From the POV of Ukraine, at least those wanting to join the EU, they want to be free of Russian influence and joining NATO is protection from Russian invasion. As we can see from recent history, with Russian forces operating in Eastern Ukraine, is a legitimate concern.

No-one in Latin American countries are particularly happy with US interference and since the US has gotten bogged down in the Middle East, they have been asserting their independence to a much greater degree than was possible during the Cold War. Many socialist leaning governments have been elected since 2000 and as can be seen by Ecuador’s protection of Julian Assange from the US (Sweden and the UK) are happy to stand up to their local Imperial Power. Eastern Europeans are in a similar position in regards to Russia and many want to get out from the Russian sphere of influence too.

I am really not buying the links to 1984 and perpetual meaningless war. The current wars in the Middle East are a result of the messy history of the region, and in particular the US alliance with Saudi Arabia which is purely based on the US addiction to cheaper oil.

Equally the Ukraine etc are a continuation of power politics that pre-date the Cold War and will continue for some time to come.

Do the people trying to get into Syria to fight for ISIS think they are Muslims?

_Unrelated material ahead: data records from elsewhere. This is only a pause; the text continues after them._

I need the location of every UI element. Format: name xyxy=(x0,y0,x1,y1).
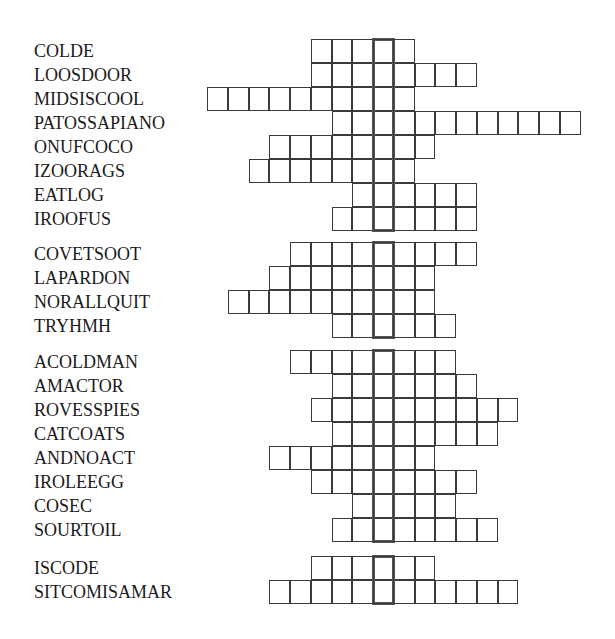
answer-cell[interactable] xyxy=(332,266,353,290)
answer-cell[interactable] xyxy=(415,242,436,266)
answer-cell[interactable] xyxy=(332,135,353,159)
answer-cell[interactable] xyxy=(352,63,373,87)
answer-cell[interactable] xyxy=(249,159,270,183)
answer-cell[interactable] xyxy=(311,580,332,604)
answer-cell[interactable] xyxy=(477,422,498,446)
answer-cell[interactable] xyxy=(311,446,332,470)
answer-cell[interactable] xyxy=(290,580,311,604)
highlighted-answer-cell[interactable] xyxy=(373,398,394,422)
answer-cell[interactable] xyxy=(415,446,436,470)
highlighted-answer-cell[interactable] xyxy=(373,242,394,266)
answer-cell[interactable] xyxy=(394,290,415,314)
answer-cell[interactable] xyxy=(290,159,311,183)
highlighted-answer-cell[interactable] xyxy=(373,556,394,580)
answer-cell[interactable] xyxy=(415,580,436,604)
answer-cell[interactable] xyxy=(394,350,415,374)
answer-cell[interactable] xyxy=(435,111,456,135)
answer-cell[interactable] xyxy=(456,422,477,446)
answer-cell[interactable] xyxy=(228,87,249,111)
answer-cell[interactable] xyxy=(269,159,290,183)
answer-cell[interactable] xyxy=(332,446,353,470)
highlighted-answer-cell[interactable] xyxy=(373,374,394,398)
answer-cell[interactable] xyxy=(332,242,353,266)
answer-cell[interactable] xyxy=(394,470,415,494)
answer-cell[interactable] xyxy=(290,290,311,314)
answer-cell[interactable] xyxy=(352,183,373,207)
answer-cell[interactable] xyxy=(249,87,270,111)
answer-cell[interactable] xyxy=(352,518,373,542)
highlighted-answer-cell[interactable] xyxy=(373,314,394,338)
answer-cell[interactable] xyxy=(435,580,456,604)
answer-cell[interactable] xyxy=(332,580,353,604)
answer-cell[interactable] xyxy=(394,446,415,470)
answer-cell[interactable] xyxy=(456,374,477,398)
answer-cell[interactable] xyxy=(415,518,436,542)
answer-cell[interactable] xyxy=(415,350,436,374)
answer-cell[interactable] xyxy=(352,159,373,183)
answer-cell[interactable] xyxy=(456,242,477,266)
answer-cell[interactable] xyxy=(394,242,415,266)
answer-cell[interactable] xyxy=(435,63,456,87)
highlighted-answer-cell[interactable] xyxy=(373,494,394,518)
answer-cell[interactable] xyxy=(456,398,477,422)
answer-cell[interactable] xyxy=(435,374,456,398)
highlighted-answer-cell[interactable] xyxy=(373,63,394,87)
answer-cell[interactable] xyxy=(415,398,436,422)
answer-cell[interactable] xyxy=(332,159,353,183)
highlighted-answer-cell[interactable] xyxy=(373,266,394,290)
answer-cell[interactable] xyxy=(415,470,436,494)
answer-cell[interactable] xyxy=(435,398,456,422)
answer-cell[interactable] xyxy=(311,350,332,374)
answer-cell[interactable] xyxy=(456,183,477,207)
highlighted-answer-cell[interactable] xyxy=(373,207,394,231)
answer-cell[interactable] xyxy=(352,87,373,111)
answer-cell[interactable] xyxy=(415,207,436,231)
answer-cell[interactable] xyxy=(394,159,415,183)
answer-cell[interactable] xyxy=(311,470,332,494)
answer-cell[interactable] xyxy=(290,242,311,266)
answer-cell[interactable] xyxy=(352,207,373,231)
answer-cell[interactable] xyxy=(435,518,456,542)
answer-cell[interactable] xyxy=(311,398,332,422)
answer-cell[interactable] xyxy=(415,290,436,314)
highlighted-answer-cell[interactable] xyxy=(373,470,394,494)
answer-cell[interactable] xyxy=(332,111,353,135)
highlighted-answer-cell[interactable] xyxy=(373,580,394,604)
answer-cell[interactable] xyxy=(394,87,415,111)
answer-cell[interactable] xyxy=(415,314,436,338)
answer-cell[interactable] xyxy=(394,494,415,518)
answer-cell[interactable] xyxy=(332,314,353,338)
answer-cell[interactable] xyxy=(456,111,477,135)
answer-cell[interactable] xyxy=(311,159,332,183)
answer-cell[interactable] xyxy=(249,290,270,314)
highlighted-answer-cell[interactable] xyxy=(373,87,394,111)
highlighted-answer-cell[interactable] xyxy=(373,446,394,470)
answer-cell[interactable] xyxy=(332,207,353,231)
answer-cell[interactable] xyxy=(435,350,456,374)
answer-cell[interactable] xyxy=(394,135,415,159)
answer-cell[interactable] xyxy=(498,398,519,422)
answer-cell[interactable] xyxy=(394,266,415,290)
answer-cell[interactable] xyxy=(415,111,436,135)
answer-cell[interactable] xyxy=(352,494,373,518)
answer-cell[interactable] xyxy=(415,494,436,518)
answer-cell[interactable] xyxy=(394,183,415,207)
answer-cell[interactable] xyxy=(332,422,353,446)
highlighted-answer-cell[interactable] xyxy=(373,183,394,207)
answer-cell[interactable] xyxy=(332,39,353,63)
answer-cell[interactable] xyxy=(394,314,415,338)
answer-cell[interactable] xyxy=(539,111,560,135)
answer-cell[interactable] xyxy=(394,398,415,422)
answer-cell[interactable] xyxy=(415,183,436,207)
answer-cell[interactable] xyxy=(332,290,353,314)
answer-cell[interactable] xyxy=(456,580,477,604)
answer-cell[interactable] xyxy=(311,266,332,290)
answer-cell[interactable] xyxy=(415,63,436,87)
answer-cell[interactable] xyxy=(352,314,373,338)
answer-cell[interactable] xyxy=(352,422,373,446)
answer-cell[interactable] xyxy=(290,135,311,159)
answer-cell[interactable] xyxy=(435,470,456,494)
highlighted-answer-cell[interactable] xyxy=(373,111,394,135)
answer-cell[interactable] xyxy=(290,350,311,374)
answer-cell[interactable] xyxy=(332,87,353,111)
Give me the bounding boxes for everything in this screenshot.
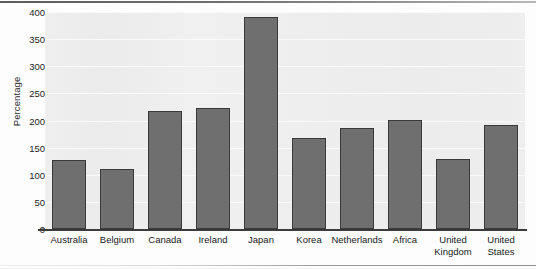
y-axis-title: Percentage — [11, 62, 22, 142]
x-axis-baseline — [38, 229, 527, 231]
gridline — [45, 66, 525, 67]
y-axis-tick-label: 250 — [5, 88, 45, 99]
bar — [484, 125, 518, 229]
y-axis-tick-label: 50 — [5, 196, 45, 207]
y-axis-tick-label: 350 — [5, 34, 45, 45]
bar — [244, 17, 278, 229]
x-axis-category-label: UnitedStates — [473, 234, 529, 257]
bar — [388, 120, 422, 229]
chart-screenshot: Percentage 050100150200250300350400 Aust… — [0, 0, 536, 269]
gridline — [45, 93, 525, 94]
y-axis-tick-label: 300 — [5, 61, 45, 72]
y-axis-tick-label: 400 — [5, 7, 45, 18]
plot-area — [45, 12, 525, 229]
gridline — [45, 148, 525, 149]
bar — [340, 128, 374, 229]
gridline — [45, 12, 525, 13]
y-axis-tick-label: 150 — [5, 142, 45, 153]
gridline — [45, 39, 525, 40]
y-axis-tick-label: 100 — [5, 169, 45, 180]
y-axis-tick-label: 200 — [5, 115, 45, 126]
bar — [148, 111, 182, 229]
bar — [196, 108, 230, 229]
gridline — [45, 121, 525, 122]
scan-artifact-top-line — [0, 1, 536, 3]
bar — [292, 138, 326, 229]
bar — [100, 169, 134, 229]
scan-artifact-bottom-line — [0, 265, 536, 266]
bar — [436, 159, 470, 229]
bar — [52, 160, 86, 229]
x-axis-category-label-line: United — [473, 234, 529, 246]
x-axis-category-label-line: States — [473, 246, 529, 258]
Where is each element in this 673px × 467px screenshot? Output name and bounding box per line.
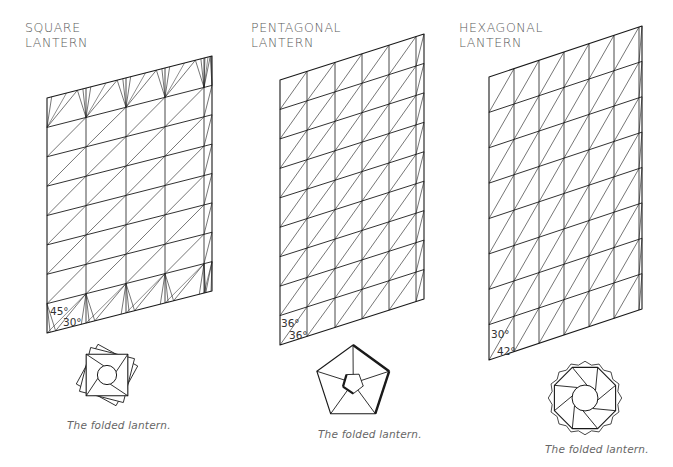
square-caption: The folded lantern.	[67, 419, 171, 431]
pentagonal-lantern-crease-pattern	[280, 34, 424, 345]
hexagonal-folded-lantern-icon	[548, 361, 621, 434]
angle-label-2: 36°	[289, 329, 308, 341]
square-folded-lantern-icon	[76, 344, 137, 405]
angle-label-2: 42°	[497, 345, 516, 357]
square-lantern-crease-pattern	[47, 56, 212, 333]
hexagonal-caption: The folded lantern.	[545, 443, 649, 455]
crease-pattern-diagrams: 45° 30° 36° 36° 30° 42°	[0, 0, 673, 467]
angle-label-2: 30°	[63, 316, 82, 328]
pentagonal-caption: The folded lantern.	[318, 428, 422, 440]
angle-label-1: 30°	[491, 328, 510, 340]
pentagonal-folded-lantern-icon	[317, 345, 389, 414]
hexagonal-lantern-crease-pattern	[489, 26, 642, 360]
angle-label-1: 36°	[281, 317, 300, 329]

What about the combatants themselves?

I am pretty sure they all think they are Muslims. Saying they aren’t is merely an academic exercise which might be true is some sort of esoteric theological sense, but it is not true in the minds of the fighters on the ground.

As I stated in the blog-post ISIS are the intellectual children of Saudi Arabian Wahhabism. Are the Saudi Royal Family Muslim? Considering they run the Hajj every year it would be hard to argue against this.

As a side note, there are a lot of people who call for Islamic ‘Reformation’ as a response to the current wave of radicalism. As argued here.

Wahhabism is probably the closest analogy to the Reformation movement on Northern Europe that altered Christianity. The early Protestants and Puritans weren’t a bunch of fun people and the Christian dogma of these groups still has a heavy influence on Christianity as it is practised in the USA (Puritans etc having fled there to escape the Church of England etc).